Common denial reasons and how to address them
Understanding why these claims get denied helps you head off problems before they start.
"No nexus / no medical link established." This is the most common reason. The fix is a thorough nexus opinion with real rationale — not just a checkbox. If your denial cites a weak or missing opinion, get a stronger one that explains the medical mechanism.
"GERD is due to non-service-connected factors." Raters may point to obesity, diet, smoking, or alcohol as alternative causes. You can respond two ways: have your provider address those factors and explain why PTSD is still at least an equal contributor, and lean on the aggravation theory under § 3.310 — even if other factors play a role, PTSD or its medications can still make the GERD worse.
"The C&P examiner gave a negative opinion." A negative exam opinion isn't the end. You can submit a private nexus opinion to compete with it; the VA must weigh both. If the examiner ignored your medication history or didn't review your file, point that out.
"PTSD wasn't service-connected at the time." A secondary claim needs an underlying service-connected condition. If your PTSD claim is still pending, that's the priority.
If you've already received a denial, upload it to Commander Decode for a plain-English breakdown of exactly what the rater said and what evidence would address it. A VA-accredited VSO can then help you map out the strongest next step for your specific situation.

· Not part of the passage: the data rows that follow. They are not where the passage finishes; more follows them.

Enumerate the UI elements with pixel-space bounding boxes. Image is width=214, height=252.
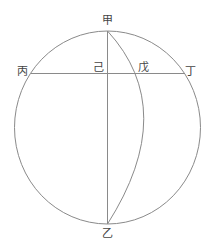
geometry-diagram: 甲 丙 己 戊 丁 乙 bbox=[0, 0, 214, 252]
label-right: 丁 bbox=[185, 66, 196, 77]
label-top: 甲 bbox=[102, 15, 113, 26]
diagram-canvas bbox=[0, 0, 214, 252]
label-bottom: 乙 bbox=[102, 228, 113, 239]
label-arc-intersection: 戊 bbox=[138, 62, 149, 73]
label-left: 丙 bbox=[17, 66, 28, 77]
inner-arc bbox=[108, 31, 144, 224]
label-center: 己 bbox=[93, 62, 104, 73]
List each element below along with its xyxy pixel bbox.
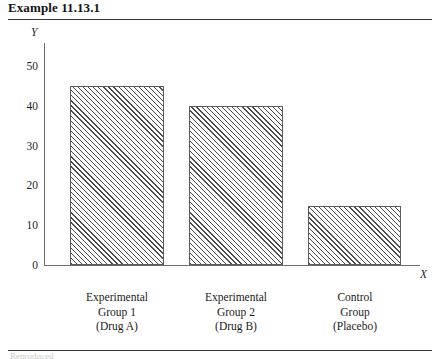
bar-experimental-group-1 [70, 86, 164, 265]
y-tick-label: 10 [0, 219, 38, 231]
category-line: Group 2 [176, 305, 296, 320]
category-line: (Placebo) [295, 319, 415, 334]
y-tick-label: 30 [0, 140, 38, 152]
x-axis-line [44, 265, 420, 266]
y-tick-label: 50 [0, 60, 38, 72]
category-label-control-group: Control Group (Placebo) [295, 290, 415, 334]
bar-chart: Y X 0 10 20 30 40 50 Experimental Group … [0, 0, 440, 359]
y-tick-label: 40 [0, 100, 38, 112]
x-axis-label: X [420, 268, 427, 280]
y-axis-line [44, 43, 45, 266]
category-line: Group [295, 305, 415, 320]
category-line: (Drug B) [176, 319, 296, 334]
category-line: Experimental [176, 290, 296, 305]
divider-bottom [8, 350, 432, 351]
category-line: (Drug A) [57, 319, 177, 334]
caption-sliver: Reproduced [10, 352, 130, 359]
category-line: Control [295, 290, 415, 305]
bar-control-group [308, 206, 401, 265]
bar-experimental-group-2 [189, 106, 283, 265]
category-line: Experimental [57, 290, 177, 305]
y-tick-label: 20 [0, 179, 38, 191]
y-tick-label: 0 [0, 259, 38, 271]
category-label-experimental-group-2: Experimental Group 2 (Drug B) [176, 290, 296, 334]
y-axis-label: Y [31, 26, 37, 38]
category-label-experimental-group-1: Experimental Group 1 (Drug A) [57, 290, 177, 334]
category-line: Group 1 [57, 305, 177, 320]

Questions about your specific claim?
A VA-accredited Veterans Service Officer (VSO) provides free, personalized assistance with your claim — including filing, evidence review, and appeals. Find an accredited representative on VA.gov →
This article is educational information about the VA claims system — it is not legal or medical advice, and it does not predict or promise any claim outcome. Rating decisions are made solely by VA adjudicators based on the evidence in each veteran's file. VA Claim Commander is a self-service documentation tool, not a VSO, law firm, or VA-accredited representative.